Firefighters and emergency personnel survey destroyed buildings after the earthquake near Camp-Perrin, Haiti, on Sunday.
Credit…Valerie Baeriswyl for The New York Times

MACELINE — The nephew of Ilda Pierre had just discovered her body among the pews of St. Agnes church when an aftershock ripped through the mountainous town, rattling the collapsed corrugated tin roofs strewn across the dirt.

Honore Faiyther closed his eyes and waited for the trembling to pass as he sat on what had once been the wall of the church — now just a slab of cement. Steps away from him, the body of Ms. Pierre lay on a metal grate, a white sheet covering her body.

Ms. Pierre had been cleaning the church with a friend when an earthquake of magnitude 7.2 struck Saturday. As they tried to run outside, a pillar collapsed just as Ms. Pierre’s friend reached the door, smacking her in the head and crushing her skull. She was killed instantly.

It’s not clear if Ms. Pierre was also killed immediately. Mr. Faiyther and three friends had been searching for her since midmorning Saturday and only discovered her bruised and bloodied body Sunday afternoon when people in the neighborhood had joined together to wrench open the roof that had collapsed on the church, sealing the wreckage underneath.

“My aunt has four children, and she’s very active in our community and volunteered in this church for five years,” said Mr. Faiyther. “Her husband is in denial — he cannot face that she is dead.”

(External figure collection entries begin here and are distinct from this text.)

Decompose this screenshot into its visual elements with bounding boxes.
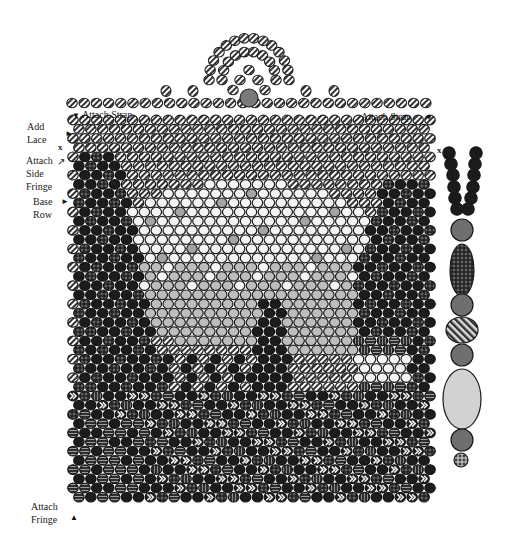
base-row-arrow-icon: ► [61, 198, 69, 206]
x-marker-left: x [58, 141, 63, 154]
x-marker-right: x [437, 144, 442, 157]
bead-pattern-diagram [0, 0, 507, 541]
attach-fringe-arrow-icon: ▲ [70, 514, 78, 522]
attach-side-fringe-arrow-icon: ↗ [57, 158, 65, 166]
add-lace-arrow-icon: ► [65, 130, 73, 138]
attach-strap-right-label: Attach Strap [361, 110, 411, 123]
attach-side-fringe-label: Attach Side Fringe [26, 154, 53, 193]
strap-loop [161, 34, 339, 107]
add-lace-label: Add Lace [27, 120, 46, 146]
attach-fringe-label: Attach Fringe [31, 500, 58, 526]
base-row-label: Base Row [33, 195, 52, 221]
attach-strap-right-arrow-icon: ▼ [425, 114, 433, 122]
side-fringe-right-arrow-icon: ↖ [443, 155, 451, 163]
fringe-strand [443, 147, 482, 467]
bead-grid [67, 98, 436, 502]
attach-strap-left-arrow-icon: ▼ [72, 112, 80, 120]
attach-strap-left-label: Attach Strap [82, 108, 132, 121]
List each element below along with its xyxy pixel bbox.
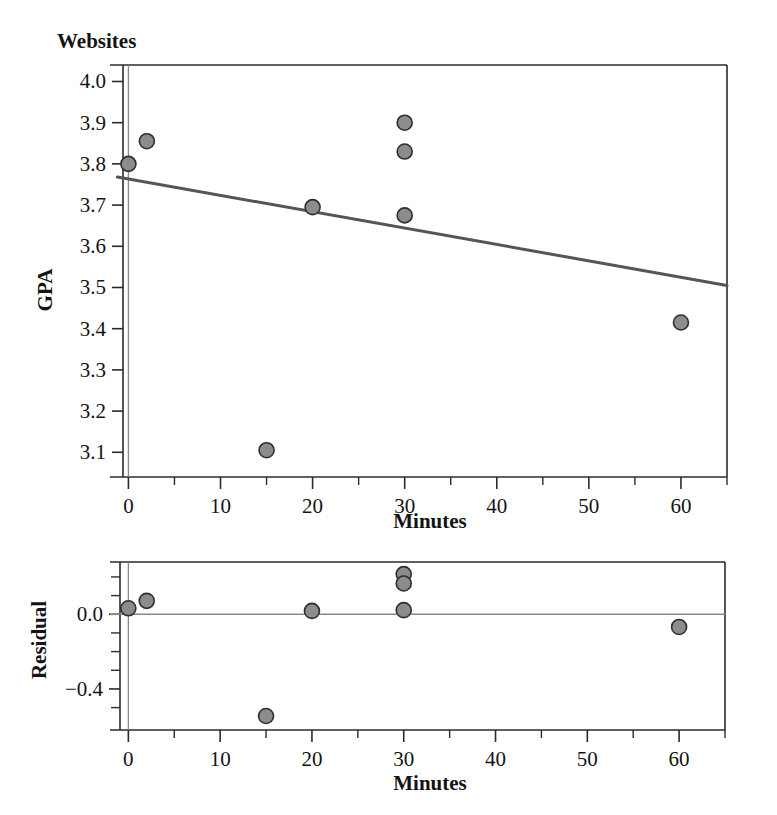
- data-point: [259, 709, 274, 724]
- y-tick-label: 3.3: [80, 358, 106, 382]
- x-tick-label: 40: [485, 747, 506, 771]
- y-tick-label: 3.5: [80, 275, 106, 299]
- gpa-regression-line: [117, 177, 727, 285]
- y-tick-label: 3.4: [80, 317, 107, 341]
- data-point: [397, 208, 412, 223]
- data-point: [397, 115, 412, 130]
- y-tick-label: 3.8: [80, 152, 106, 176]
- y-tick-label: 3.6: [80, 234, 106, 258]
- gpa-x-axis-ticks: [128, 477, 727, 489]
- data-point: [305, 200, 320, 215]
- data-point: [121, 601, 136, 616]
- gpa-y-axis-title: GPA: [33, 268, 57, 312]
- residual-y-tick-labels: 0.0−0.4: [65, 602, 104, 701]
- x-tick-label: 10: [210, 747, 231, 771]
- x-tick-label: 50: [577, 747, 598, 771]
- y-tick-label: 3.9: [80, 111, 106, 135]
- residual-x-axis-title: Minutes: [393, 771, 467, 795]
- x-tick-label: 20: [301, 747, 322, 771]
- y-tick-label: 3.2: [80, 399, 106, 423]
- gpa-x-axis-title: Minutes: [393, 509, 467, 533]
- residual-x-tick-labels: 0102030405060: [123, 747, 689, 771]
- y-tick-label: −0.4: [65, 677, 104, 701]
- data-point: [396, 603, 411, 618]
- gpa-plot-frame: [110, 65, 727, 477]
- y-tick-label: 3.1: [80, 440, 106, 464]
- y-tick-label: 3.7: [80, 193, 106, 217]
- data-point: [139, 134, 154, 149]
- x-tick-label: 0: [123, 494, 134, 518]
- gpa-data-points: [121, 115, 689, 458]
- chart-canvas: Websites 3.13.23.33.43.53.63.73.83.94.0 …: [0, 0, 777, 815]
- data-point: [304, 603, 319, 618]
- gpa-y-axis-ticks: [112, 81, 123, 452]
- regression-line: [117, 177, 727, 285]
- panel-gpa-scatter: Websites 3.13.23.33.43.53.63.73.83.94.0 …: [33, 29, 727, 533]
- residual-y-axis-ticks: [109, 577, 120, 708]
- residual-x-axis-ticks: [128, 730, 725, 742]
- data-point: [673, 315, 688, 330]
- panel-residual-scatter: 0.0−0.4 0102030405060 Residual Minutes: [27, 562, 725, 795]
- data-point: [121, 156, 136, 171]
- panel-title: Websites: [57, 29, 136, 53]
- x-tick-label: 60: [670, 494, 691, 518]
- data-point: [259, 443, 274, 458]
- residual-y-axis-title: Residual: [27, 601, 51, 679]
- figure-root: Websites 3.13.23.33.43.53.63.73.83.94.0 …: [0, 0, 777, 815]
- x-tick-label: 50: [578, 494, 599, 518]
- y-tick-label: 4.0: [80, 69, 106, 93]
- data-point: [139, 593, 154, 608]
- x-tick-label: 20: [302, 494, 323, 518]
- x-tick-label: 0: [123, 747, 134, 771]
- x-tick-label: 10: [210, 494, 231, 518]
- residual-data-points: [121, 567, 687, 724]
- x-tick-label: 40: [486, 494, 507, 518]
- gpa-y-tick-labels: 3.13.23.33.43.53.63.73.83.94.0: [80, 69, 107, 464]
- data-point: [672, 619, 687, 634]
- data-point: [396, 576, 411, 591]
- residual-plot-frame: [110, 562, 725, 730]
- data-point: [397, 144, 412, 159]
- x-tick-label: 30: [393, 747, 414, 771]
- x-tick-label: 60: [669, 747, 690, 771]
- y-tick-label: 0.0: [77, 602, 103, 626]
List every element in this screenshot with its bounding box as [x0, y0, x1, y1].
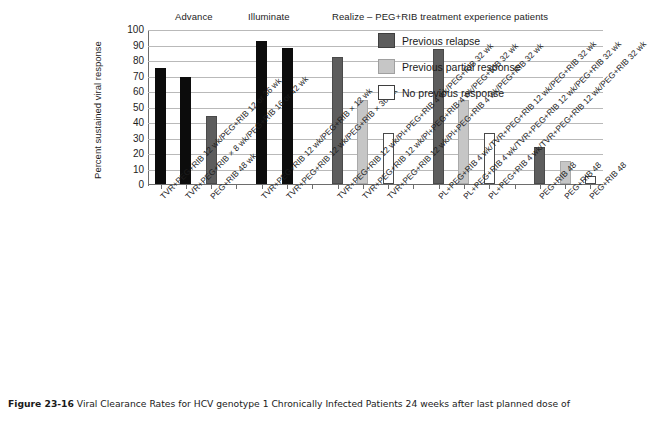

Father Jean Edy Desravines described the moments after the earthquake, as cries pierced the mountain range and people searched for their loved ones.

“I was preparing a sermon for today, to inspire parents to send their children back to school next month, to have them rejoin our community after such a tough year,” said Father Desravines, referring to the coronavirus pandemic.

“Now there is no school to even send them to,” the priest said, adding that the primary school his church runs had also been flattened by the quake.

More than 24 hours after the quake, no government help had arrived.

Later that night, he said, he would be sleeping in his pickup truck. With no running water, he feared the situation would further deteriorate and disease could become a problem.

The road from Les Cayes, on the coast, to Maceline, in the mountains that overlook the city, was cracked down the center, with boulders and tree branches blocking it.

Families from Les Cayes to Maceline, about 25 kilometers away, are sleeping out in the open, their homes severely damaged or completely destroyed. Many said they were too nervous about the aftershocks to comfortably take shelter under a roof.

The mayor of Maceline, Fenicile Marssius, whose home was destroyed, walked up to the church to check in on Father Desravines.

“This is a catastrophe. We have had no assistance from the government. Maybe they have so much to do in the cities that they cannot reach us in these remote areas,” said Ms. Marssius. “We believe a lot of people still are underneath the rubble, and many houses and churches have collapsed.”

Tropical Storm Grace forming in the eastern Caribbean on Saturday morning.
Credit…Noaa

As people in Haiti desperately search for survivors from a devastating earthquake, the threat of yet another natural disaster looms over the island.

Tropical Storm Grace is projected to pass over Haiti on Monday, the National Hurricane Center said. A tropical storm watch has been issued, and the center advised people on the island to monitor the path of the storm, which could dump heavy rain and bring high winds to Haiti.

Robbie Berg, a hurricane specialist at the center, said on Saturday that the earthquake could increase the chance of mudslides.

“It could have shifted some of the ground and soil, which could make mudslides more common,” he said.

The storm was skirting Puerto Rico on Sunday and on a path to go directly over the Dominican Republic, Haiti and then Cuba before heading north toward the Gulf Coast of the United States.

The storm formed in the eastern Caribbean on Saturday morning, as the earthquake rocked Haiti’s western peninsula. It is the seventh named storm of the 2021 Atlantic hurricane season and follows several days of floods and power outages unleashed this week by Tropical Storm Fred, which weakened to a tropical depression.